August 11, 2017

70 years later, tales from the world’s largest refugee crisis find a home at Stanford Libraries

Refugee identification card that belonged to Rajinder Bir Singh Ahluwalia's father (back)

Oral histories from people who endured the greatest mass migration in modern human history provide rare glimpses into life before, during and after the Partition of India and Pakistan. The long-awaited release of The 1947 Partition Archive will begin in August 2017 in collaboration with a consortium of Indian, Pakistani, British and American universities.

 Stanford, CA. To mark the 70th anniversary of Partition, the creation of modern India and Pakistan, The 1947 Partition Archive in partnership with Stanford Libraries has made thousands of unheard stories from witnesses and survivors available online.  The online collection will bring over 4,300 oral histories and 30,000 digital photos and documents into the public domain. 

Gayatri Chakraborty interviewed by Citizen Historian Sarmishtha Biswas with camera person Debanjan Sengupta in Agarpara in West Bengal. 
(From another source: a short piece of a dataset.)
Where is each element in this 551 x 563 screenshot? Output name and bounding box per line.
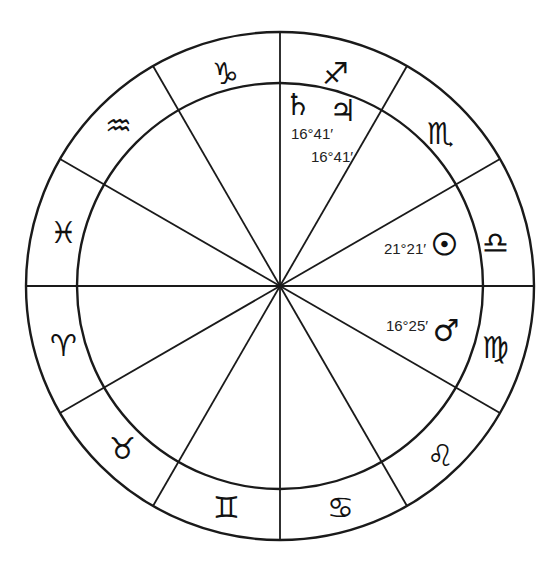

The oral histories provide previously unknown glimpses into the vastly disruptive Partition of Punjab and Bengal in 1947.  The Partition accompanied an unprecedented exchange of populations and mass upheaval of civil society when hundreds of native kingdoms were merged with British India in the process of creating modern India and Pakistan in 1947.  As many as 15 million individuals were displaced while millions perished in a frenzy of communal violence and accompanying lawlessness. 

 

“This is such a unique collection that opens a window not only on Partition itself but onto historical anthropology of culture, pre-Partition culture, and about post-Partition politics, and identity,” said Priya Satia, associate professor of History at Stanford. “The research it will allow on Partition itself is momentous...we can now get a sense of what happened on the ground, how it affected people and how those effects changed over time.”

Photo of Dr. Suri Sehgal in college in 1956.Photo of Keerti Kunzru modeling traditional Kashmiri attire.

A portion of the oral histories will be streamed from Stanford Libraries’ digital repository, and made accessible to anyone with an internet collection.  The remaining collection, deemed too delicate or sensitive for open accessibility, will be available for viewing by visiting Stanford and select partner libraries, including Ashoka University, University of Delhi, and Guru Nanak Dev University in India, along with Lahore University of Management Sciences and Habib University in Pakistan. 

 

Stanford  Libraries’ digital repository and discovery environment includes a video preservation program that ensures enduring access to the interviews despite changes to browser or the worldwide web.  “In a dynamic Web infrastructure, it is important to ensure web resources are not lost,” said Michael Keller, the Ida M. Green University Librarian at Stanford.  “Stanford Libraries achieves this within the Stanford Digital Repository by assigning each asset a persistent URL, or PURL, which allows the underlying Web addresses of resources to change over time without negatively impacting the systems that depend on them.”

 

According to Guneeta Singh Bhalla, founder of the 1947 Partition Archive that started at the University of California at Berkeley in 2010, the videos are already serving as sources of history.  “We receive requests daily from artists, researchers, media persons, students and others, wanting access to the oral history videos in The Archive,” said Bhalla.  “The stories have already informed Bollywood films, theatrical works, music, books and much more work being done on Partition; they are changing the way we see ourselves and our history, and now we can ensure they’ll remain available for future generations.”

 

Said to be the largest oral history archive on any topic in South Asia, The 1947 Partition Archive includes items collected from 12 countries in 22 languages.

Muhammad Yousuf was interviewed in Bahawalnagar, Punjab, Pakistan by Taha Shaheen on December 5, 2016. He and his family migrated from Kotkapura, India to Bahawalnagar, Pakistan during Partition.   Image Credit: Taha Shaheen

 

The narrative of the past 70 years has been told through the lens of high-political negotiations between figures like Jinnah, Gandhi, Nehru, Mountbatten, noted Professor Satia. She asserts that their high-political negotiations can't actually help us understand how and why that population exchange transpired. “We will now have a chance to understand the incremental way in which history happened. We can only understand the shape that Partition actually took by looking at the stories of the people who gave it that shape.”